The Evanston Public Library board reportedly has chosen the number two official of Chicago’s library system as its new director.
The reference room at the Evanston Public Library.
The Evanston Public Library board reportedly has chosen the number two official of Chicago’s library system as its new director.
The Evanston Review reports that the board will announce at a special meeting Wednesday that Karen Danczak Lyons, acting commissioner of the Chicago Public Library system, has accepted an offer to head the library in Evanston.
Danczak Lyons, 54, was named to the number two position in the Chicago library system in 1993 by then mayor Richard Daley after serving two years as his budget director.
Her appointment to the Evanston position comes just days after the Evanston City Council approved on a 5-4 vote a plan ceding control over the library’s budget to the unelected library board.
Danczak Lyons’ long-time boss, Chicago Library Commissioner Mary Dempsey, was replaced by Chicago’s new mayor, Rahm Emanuel, in January in the midst of unrest over budget cuts in the Chicago system that threatened branch library services.
Dempsey, and Danczak Lyons, had overseen a massive expansion of Chicago’s branch libraries under Mayor Daley.
Instead of choosing Danczak Lyons to replace her, Emanuel named a San Francisco library official, Brian Bannon, to take over the Chicago library system later this month. Bannon has spearheaded online initiatives and other computer-based learning programs in San Francisco.
The recent turmoil in Evanston’s library system has largely centered around budget cuts that led the library board to close the south branch library and have threatened the future of the north branch.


## GOAL OF THE EXERCISE
Leave the pictures out and reproduce all the entries word for word.

## THE DATA

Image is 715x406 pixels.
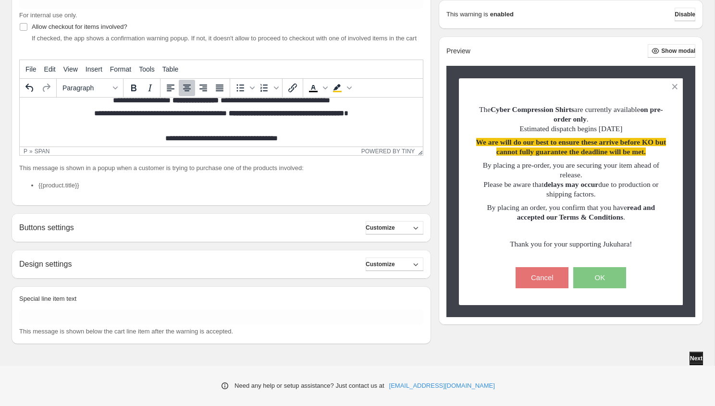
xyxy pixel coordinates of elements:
[19,12,77,19] span: For internal use only.
[195,80,211,96] button: Align right
[125,80,142,96] button: Bold
[232,80,256,96] div: Bullet list
[19,163,423,173] p: This message is shown in a popup when a customer is trying to purchase one of the products involved:
[476,203,667,222] p: By placing an order, you confirm that you have .
[38,80,54,96] button: Redo
[179,80,195,96] button: Align center
[446,47,470,55] h2: Preview
[142,80,158,96] button: Italic
[366,224,395,232] span: Customize
[20,98,423,147] iframe: Rich Text Area
[305,80,329,96] div: Text color
[446,10,488,19] p: This warning is
[110,65,131,73] span: Format
[19,328,233,335] span: This message is shown below the cart line item after the warning is accepted.
[25,65,37,73] span: File
[24,148,27,155] div: p
[389,381,495,391] a: [EMAIL_ADDRESS][DOMAIN_NAME]
[32,35,417,42] span: If checked, the app shows a confirmation warning popup. If not, it doesn't allow to proceed to ch...
[162,65,178,73] span: Table
[476,239,667,249] p: Thank you for your supporting Jukuhara!
[690,355,703,362] span: Next
[19,295,76,302] span: Special line item text
[63,65,78,73] span: View
[573,267,626,288] button: OK
[19,223,74,232] h2: Buttons settings
[284,80,301,96] button: Insert/edit link
[22,80,38,96] button: Undo
[139,65,155,73] span: Tools
[476,161,667,199] p: By placing a pre-order, you are securing your item ahead of release. Please be aware that due to ...
[211,80,228,96] button: Justify
[490,10,514,19] strong: enabled
[648,44,695,58] button: Show modal
[366,221,423,235] button: Customize
[516,267,568,288] button: Cancel
[366,258,423,271] button: Customize
[38,181,423,190] li: {{product.title}}
[44,65,56,73] span: Edit
[35,148,50,155] div: span
[86,65,102,73] span: Insert
[675,8,695,21] button: Disable
[544,180,598,188] span: delays may occur
[256,80,280,96] div: Numbered list
[361,148,415,155] a: Powered by Tiny
[29,148,33,155] div: »
[476,138,667,156] span: We are will do our best to ensure these arrive before KO but cannot fully guarantee the deadline ...
[366,260,395,268] span: Customize
[690,352,703,365] button: Next
[661,47,695,55] span: Show modal
[415,147,423,155] div: Resize
[476,105,667,134] p: The are currently available . Estimated dispatch begins [DATE]
[675,11,695,18] span: Disable
[329,80,353,96] div: Background color
[19,259,72,269] h2: Design settings
[491,105,574,113] strong: Cyber Compression Shirts
[162,80,179,96] button: Align left
[59,80,121,96] button: Formats
[62,84,110,92] span: Paragraph
[32,23,127,30] span: Allow checkout for items involved?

## ANSWER TO THIS TASK
Image is 715x406 pixels.
xyxy pixel coordinates of elements:
[19,12,77,19] span: For internal use only.
[195,80,211,96] button: Align right
[125,80,142,96] button: Bold
[232,80,256,96] div: Bullet list
[19,163,423,173] p: This message is shown in a popup when a customer is trying to purchase one of the products involved:
[476,203,667,222] p: By placing an order, you confirm that you have .
[38,80,54,96] button: Redo
[179,80,195,96] button: Align center
[446,47,470,55] h2: Preview
[142,80,158,96] button: Italic
[366,224,395,232] span: Customize
[20,98,423,147] iframe: Rich Text Area
[305,80,329,96] div: Text color
[446,10,488,19] p: This warning is
[110,65,131,73] span: Format
[19,328,233,335] span: This message is shown below the cart line item after the warning is accepted.
[25,65,37,73] span: File
[24,148,27,155] div: p
[389,381,495,391] a: [EMAIL_ADDRESS][DOMAIN_NAME]
[32,35,417,42] span: If checked, the app shows a confirmation warning popup. If not, it doesn't allow to proceed to ch...
[162,65,178,73] span: Table
[476,239,667,249] p: Thank you for your supporting Jukuhara!
[690,355,703,362] span: Next
[19,295,76,302] span: Special line item text
[63,65,78,73] span: View
[573,267,626,288] button: OK
[19,223,74,232] h2: Buttons settings
[284,80,301,96] button: Insert/edit link
[22,80,38,96] button: Undo
[139,65,155,73] span: Tools
[476,161,667,199] p: By placing a pre-order, you are securing your item ahead of release. Please be aware that due to ...
[211,80,228,96] button: Justify
[490,10,514,19] strong: enabled
[648,44,695,58] button: Show modal
[366,221,423,235] button: Customize
[516,267,568,288] button: Cancel
[366,258,423,271] button: Customize
[38,181,423,190] li: {{product.title}}
[44,65,56,73] span: Edit
[35,148,50,155] div: span
[86,65,102,73] span: Insert
[675,8,695,21] button: Disable
[544,180,598,188] span: delays may occur
[256,80,280,96] div: Numbered list
[361,148,415,155] a: Powered by Tiny
[29,148,33,155] div: »
[476,138,667,156] span: We are will do our best to ensure these arrive before KO but cannot fully guarantee the deadline ...
[366,260,395,268] span: Customize
[690,352,703,365] button: Next
[661,47,695,55] span: Show modal
[415,147,423,155] div: Resize
[476,105,667,134] p: The are currently available . Estimated dispatch begins [DATE]
[675,11,695,18] span: Disable
[329,80,353,96] div: Background color
[19,259,72,269] h2: Design settings
[491,105,574,113] strong: Cyber Compression Shirts
[162,80,179,96] button: Align left
[59,80,121,96] button: Formats
[62,84,110,92] span: Paragraph
[32,23,127,30] span: Allow checkout for items involved?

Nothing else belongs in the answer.